Has QE worked in the U.S.? Were there any better alternatives?

It’s 2008. Your name is Ben Bernanke, the world’s most powerful central banker. The world’s financial system is going through its own version of the China Syndrome. Do you: a) do nothing and trust the self-correcting properties of capitalism; b) cut interest rates as far and as fast as you can in the hope that cheap money will avert catastrophe; or c) go for broke by trying something different?
Bernanke, an expert on the 1930s, chose c). He embraced the idea of quantitative easing, which involves increasing the money supply in order to stimulate economic activity. The Bank of England quickly followed suit. Neither Bernanke nor Mervyn King wanted to be known as the central banker who failed to prevent a deep recession becoming a second Great Depression.
The decision by Bernanke’s successor, Janet Yellen, to call time on QE is an appropriate juncture to ask some fundamental questions. Has QE worked? Does it mean the end of economic stimulus? Who really gained from the policy? Were there any better alternatives?
The answer to the first question is that QE has worked, up to a point. Sure, this has been a tepid recovery in the US and a non-existent recovery in Europe, but the outcome would almost certainly have been a lot worse had central banks not augmented ultra-low interest rates with their money creation programmes. The comparison between the US and Europe is telling: monetary policy has been far more proactive and expansionary in the US than it has been in the eurozone, which helps to explain the disparity in growth and unemployment rates.
It is also the case, though, that the impact of QE has been blunted in the US and the UK by the combination of unconventional monetary policies with conservative fiscal policies. There has been a tug of war between stimulus and budgetary austerity.
The unspectacular recovery means that stimulus policies will continue. Even though the UK and the US are posting annual growth rates of around 3%, there is no hurry to start raising interest rates. Many financial analysts suspect that central banks will never reverse QE by selling the bonds they have bought.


> _WHAT TO WORK ON_: Copying rule for the data below: take the line containing "localize each UI" and every line after it to the end, exactly, and drop all pictures.

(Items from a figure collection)
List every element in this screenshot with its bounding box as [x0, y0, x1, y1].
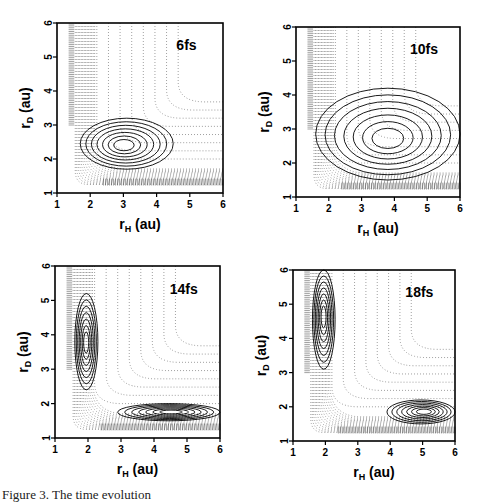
x-tick-label: 4 [387, 447, 393, 458]
x-tick-label: 1 [293, 203, 299, 214]
y-tick-label: 2 [43, 156, 54, 162]
plot-panel-18fs: 123456123456rH (au)rD (au)18fs [253, 267, 458, 482]
y-tick-label: 4 [41, 332, 52, 338]
y-tick-label: 2 [41, 400, 52, 406]
y-axis-label: rD (au) [15, 331, 33, 373]
x-tick-label: 2 [323, 447, 329, 458]
y-tick-label: 2 [279, 404, 290, 410]
y-axis-label: rD (au) [253, 335, 271, 377]
potential-contours [75, 23, 223, 185]
y-tick-label: 4 [43, 88, 54, 94]
y-axis-label: rD (au) [256, 91, 274, 133]
y-tick-label: 5 [282, 58, 293, 64]
y-tick-label: 6 [279, 267, 290, 273]
x-tick-label: 3 [121, 199, 127, 210]
x-tick-label: 3 [359, 203, 365, 214]
x-tick-label: 4 [151, 444, 157, 455]
x-tick-label: 4 [154, 199, 160, 210]
y-tick-label: 5 [43, 54, 54, 60]
time-label: 18fs [405, 284, 433, 300]
plot-panel-14fs: 123456123456rH (au)rD (au)14fs [15, 263, 223, 479]
x-tick-label: 6 [220, 199, 226, 210]
x-tick-label: 1 [290, 447, 296, 458]
y-tick-label: 4 [279, 335, 290, 341]
x-tick-label: 1 [54, 199, 60, 210]
time-label: 10fs [410, 41, 438, 57]
y-tick-label: 3 [282, 126, 293, 132]
wavepacket-contours [312, 270, 455, 424]
y-tick-label: 3 [43, 122, 54, 128]
y-tick-label: 6 [43, 20, 54, 26]
plot-panel-6fs: 123456123456rH (au)rD (au)6fs [17, 20, 226, 234]
wavepacket-contours [80, 118, 173, 169]
x-tick-label: 3 [118, 444, 124, 455]
y-tick-label: 5 [279, 301, 290, 307]
x-tick-label: 1 [52, 444, 58, 455]
x-tick-label: 5 [420, 447, 426, 458]
y-tick-label: 1 [41, 435, 52, 441]
x-tick-label: 2 [326, 203, 332, 214]
x-tick-label: 4 [392, 203, 398, 214]
y-axis-label: rD (au) [17, 87, 35, 129]
y-tick-label: 1 [279, 438, 290, 444]
x-tick-label: 5 [184, 444, 190, 455]
x-tick-label: 6 [217, 444, 223, 455]
figure-caption: Figure 3. The time evolution [2, 487, 151, 503]
time-label: 14fs [170, 281, 198, 297]
wavepacket-contours [316, 88, 460, 180]
y-tick-label: 3 [41, 366, 52, 372]
y-tick-label: 3 [279, 369, 290, 375]
wavepacket-contours [75, 294, 220, 421]
x-tick-label: 2 [87, 199, 93, 210]
x-axis-label: rH (au) [117, 461, 159, 479]
y-tick-label: 1 [282, 194, 293, 200]
x-tick-label: 5 [187, 199, 193, 210]
time-label: 6fs [176, 37, 196, 53]
x-tick-label: 3 [355, 447, 361, 458]
x-tick-label: 6 [457, 203, 463, 214]
y-tick-label: 2 [282, 160, 293, 166]
y-tick-label: 6 [282, 24, 293, 30]
y-tick-label: 5 [41, 297, 52, 303]
x-axis-label: rH (au) [119, 216, 161, 234]
plot-panel-10fs: 123456123456rH (au)rD (au)10fs [256, 24, 463, 238]
x-axis-label: rH (au) [357, 220, 399, 238]
x-tick-label: 5 [424, 203, 430, 214]
x-axis-label: rH (au) [353, 464, 395, 482]
x-tick-label: 6 [452, 447, 458, 458]
x-tick-label: 2 [85, 444, 91, 455]
y-tick-label: 4 [282, 92, 293, 98]
y-tick-label: 6 [41, 263, 52, 269]
y-tick-label: 1 [43, 190, 54, 196]
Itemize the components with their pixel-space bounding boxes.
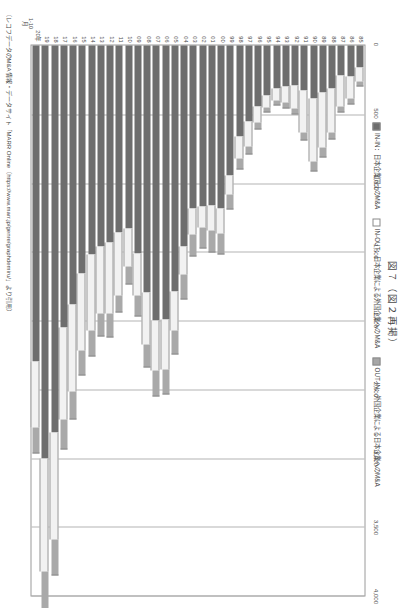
bar-segment-out-in: [162, 369, 169, 394]
bar-segment-in-in: [32, 45, 39, 361]
bar-segment-in-in: [226, 45, 233, 175]
bar-segment-in-out: [261, 95, 270, 107]
bar-segment-in-in: [273, 45, 280, 88]
bar-segment-in-out: [104, 242, 113, 313]
bar-segment-out-in: [134, 295, 141, 316]
bar-segment-in-in: [97, 45, 104, 246]
bar-segment-in-out: [317, 92, 326, 148]
bar-segment-out-in: [300, 132, 307, 140]
bar-segment-out-in: [254, 122, 261, 129]
bar-segment-in-out: [354, 67, 363, 81]
bar-segment-in-out: [298, 90, 307, 131]
bar-segment-in-out: [113, 232, 122, 295]
bar-segment-in-in: [300, 45, 307, 90]
y-category-label: 86: [348, 36, 354, 42]
bar-segment-out-in: [337, 106, 344, 112]
bar-segment-in-in: [51, 45, 58, 432]
x-tick-label: 2,500: [372, 381, 379, 396]
bar-segment-out-in: [208, 230, 215, 252]
y-category-label: 02: [200, 36, 206, 42]
bar-row: [162, 45, 169, 394]
y-axis-category-labels: 8586878889909192939495969798990001020304…: [30, 20, 365, 44]
bar-segment-out-in: [78, 350, 85, 375]
bar-segment-in-in: [69, 45, 76, 304]
bar-row: [310, 45, 317, 171]
bar-row: [236, 45, 243, 169]
y-category-label: 99: [228, 36, 234, 42]
bar-row: [143, 45, 150, 367]
bar-segment-in-out: [160, 319, 169, 369]
bar-segment-out-in: [51, 539, 58, 576]
bar-row: [347, 45, 354, 104]
bar-segment-in-out: [280, 86, 289, 102]
y-category-label: 90: [311, 36, 317, 42]
x-axis-tick-labels: 05001,0001,5002,0002,5003,0003,5004,000: [365, 44, 379, 596]
bar-segment-out-in: [143, 344, 150, 366]
bar-row: [254, 45, 261, 129]
bar-segment-out-in: [60, 419, 67, 449]
bar-row: [208, 45, 215, 252]
bar-row: [245, 45, 252, 154]
bar-segment-in-out: [141, 292, 150, 344]
bar-segment-in-out: [123, 228, 132, 266]
bar-row: [226, 45, 233, 209]
y-category-label: 16: [71, 36, 77, 42]
bar-segment-out-in: [106, 313, 113, 337]
bar-row: [60, 45, 67, 449]
bar-segment-in-out: [345, 76, 354, 98]
chart-sheet: 図７（図２再掲） IN-IN：日本企業同士のM&A IN-OUT：日本企業による…: [0, 0, 405, 608]
bar-segment-out-in: [125, 266, 132, 284]
bar-segment-out-in: [115, 295, 122, 312]
y-category-label: 95: [265, 36, 271, 42]
bar-segment-in-out: [150, 320, 159, 370]
y-category-label: 03: [191, 36, 197, 42]
bar-segment-out-in: [236, 158, 243, 168]
bar-segment-in-in: [337, 45, 344, 75]
y-category-label: 93: [283, 36, 289, 42]
y-category-label: 20年: [33, 30, 41, 42]
bar-segment-in-in: [263, 45, 270, 95]
bar-row: [273, 45, 280, 105]
bar-row: [152, 45, 159, 396]
rotated-chart-wrapper: 図７（図２再掲） IN-IN：日本企業同士のM&A IN-OUT：日本企業による…: [0, 0, 405, 608]
bar-row: [337, 45, 344, 112]
y-category-label: 92: [293, 36, 299, 42]
y-category-label: 06: [163, 36, 169, 42]
bar-segment-in-in: [356, 45, 363, 67]
bar-segment-in-out: [252, 106, 261, 122]
y-category-label: 18: [52, 36, 58, 42]
y-category-label: 10: [126, 36, 132, 42]
bar-segment-in-in: [60, 45, 67, 327]
bar-segment-out-in: [273, 100, 280, 105]
y-category-label: 00: [219, 36, 225, 42]
y-category-label: 19: [43, 36, 49, 42]
bar-segment-in-out: [215, 208, 224, 233]
bar-segment-out-in: [328, 132, 335, 139]
bar-row: [78, 45, 85, 375]
bar-segment-out-in: [217, 233, 224, 254]
bar-segment-in-in: [245, 45, 252, 121]
bar-segment-out-in: [97, 313, 104, 336]
bar-segment-in-out: [178, 246, 187, 274]
bar-row: [217, 45, 224, 254]
bar-segment-out-in: [263, 107, 270, 112]
bar-segment-in-in: [291, 45, 298, 85]
bar-segment-in-out: [187, 208, 196, 233]
bar-segment-in-out: [86, 254, 95, 331]
figure-title: 図７（図２再掲）: [385, 0, 399, 608]
bar-segment-in-out: [234, 136, 243, 159]
bar-segment-in-in: [134, 45, 141, 253]
page-canvas: 図７（図２再掲） IN-IN：日本企業同士のM&A IN-OUT：日本企業による…: [0, 0, 405, 608]
x-tick-label: 1,500: [372, 243, 379, 258]
y-category-label: 98: [237, 36, 243, 42]
bar-segment-in-out: [169, 291, 178, 330]
bar-segment-out-in: [69, 391, 76, 419]
y-category-label: 11: [117, 36, 123, 42]
bar-segment-in-out: [289, 85, 298, 108]
bar-segment-out-in: [88, 330, 95, 356]
y-category-label: 09: [135, 36, 141, 42]
y-category-label: 91: [302, 36, 308, 42]
bar-row: [69, 45, 76, 419]
bar-segment-in-out: [335, 75, 344, 106]
y-category-label: 12: [108, 36, 114, 42]
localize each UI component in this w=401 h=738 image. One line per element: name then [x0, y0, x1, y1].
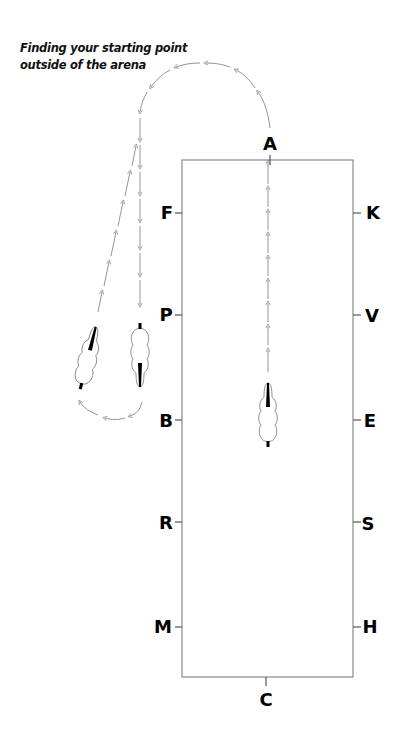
letter-k: K: [366, 204, 380, 222]
letter-a: A: [263, 135, 277, 153]
letter-c: C: [259, 691, 272, 709]
horse-icon-center: [259, 383, 278, 447]
letter-s: S: [362, 515, 375, 533]
arena-diagram: [0, 0, 401, 738]
horse-icon-left-down: [131, 323, 150, 387]
letter-e: E: [364, 412, 376, 430]
letter-r: R: [159, 514, 173, 532]
path-arrows: [80, 63, 270, 420]
letter-b: B: [159, 412, 173, 430]
letter-f: F: [161, 204, 173, 222]
horse-icon-left-up: [71, 325, 104, 392]
letter-v: V: [365, 307, 379, 325]
letter-h: H: [362, 618, 377, 636]
letter-p: P: [159, 306, 172, 324]
letter-m: M: [154, 618, 172, 636]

> _YOUR RESPONSE_:
localize each UI component in this w=401 h=738 image. One line per element: name then [x0, y0, x1, y1].
letter-k: K: [366, 204, 380, 222]
letter-a: A: [263, 135, 277, 153]
letter-c: C: [259, 691, 272, 709]
horse-icon-center: [259, 383, 278, 447]
letter-s: S: [362, 515, 375, 533]
arena-diagram: [0, 0, 401, 738]
horse-icon-left-down: [131, 323, 150, 387]
letter-e: E: [364, 412, 376, 430]
letter-r: R: [159, 514, 173, 532]
path-arrows: [80, 63, 270, 420]
letter-b: B: [159, 412, 173, 430]
letter-f: F: [161, 204, 173, 222]
horse-icon-left-up: [71, 325, 104, 392]
letter-v: V: [365, 307, 379, 325]
letter-h: H: [362, 618, 377, 636]
letter-p: P: [159, 306, 172, 324]
letter-m: M: [154, 618, 172, 636]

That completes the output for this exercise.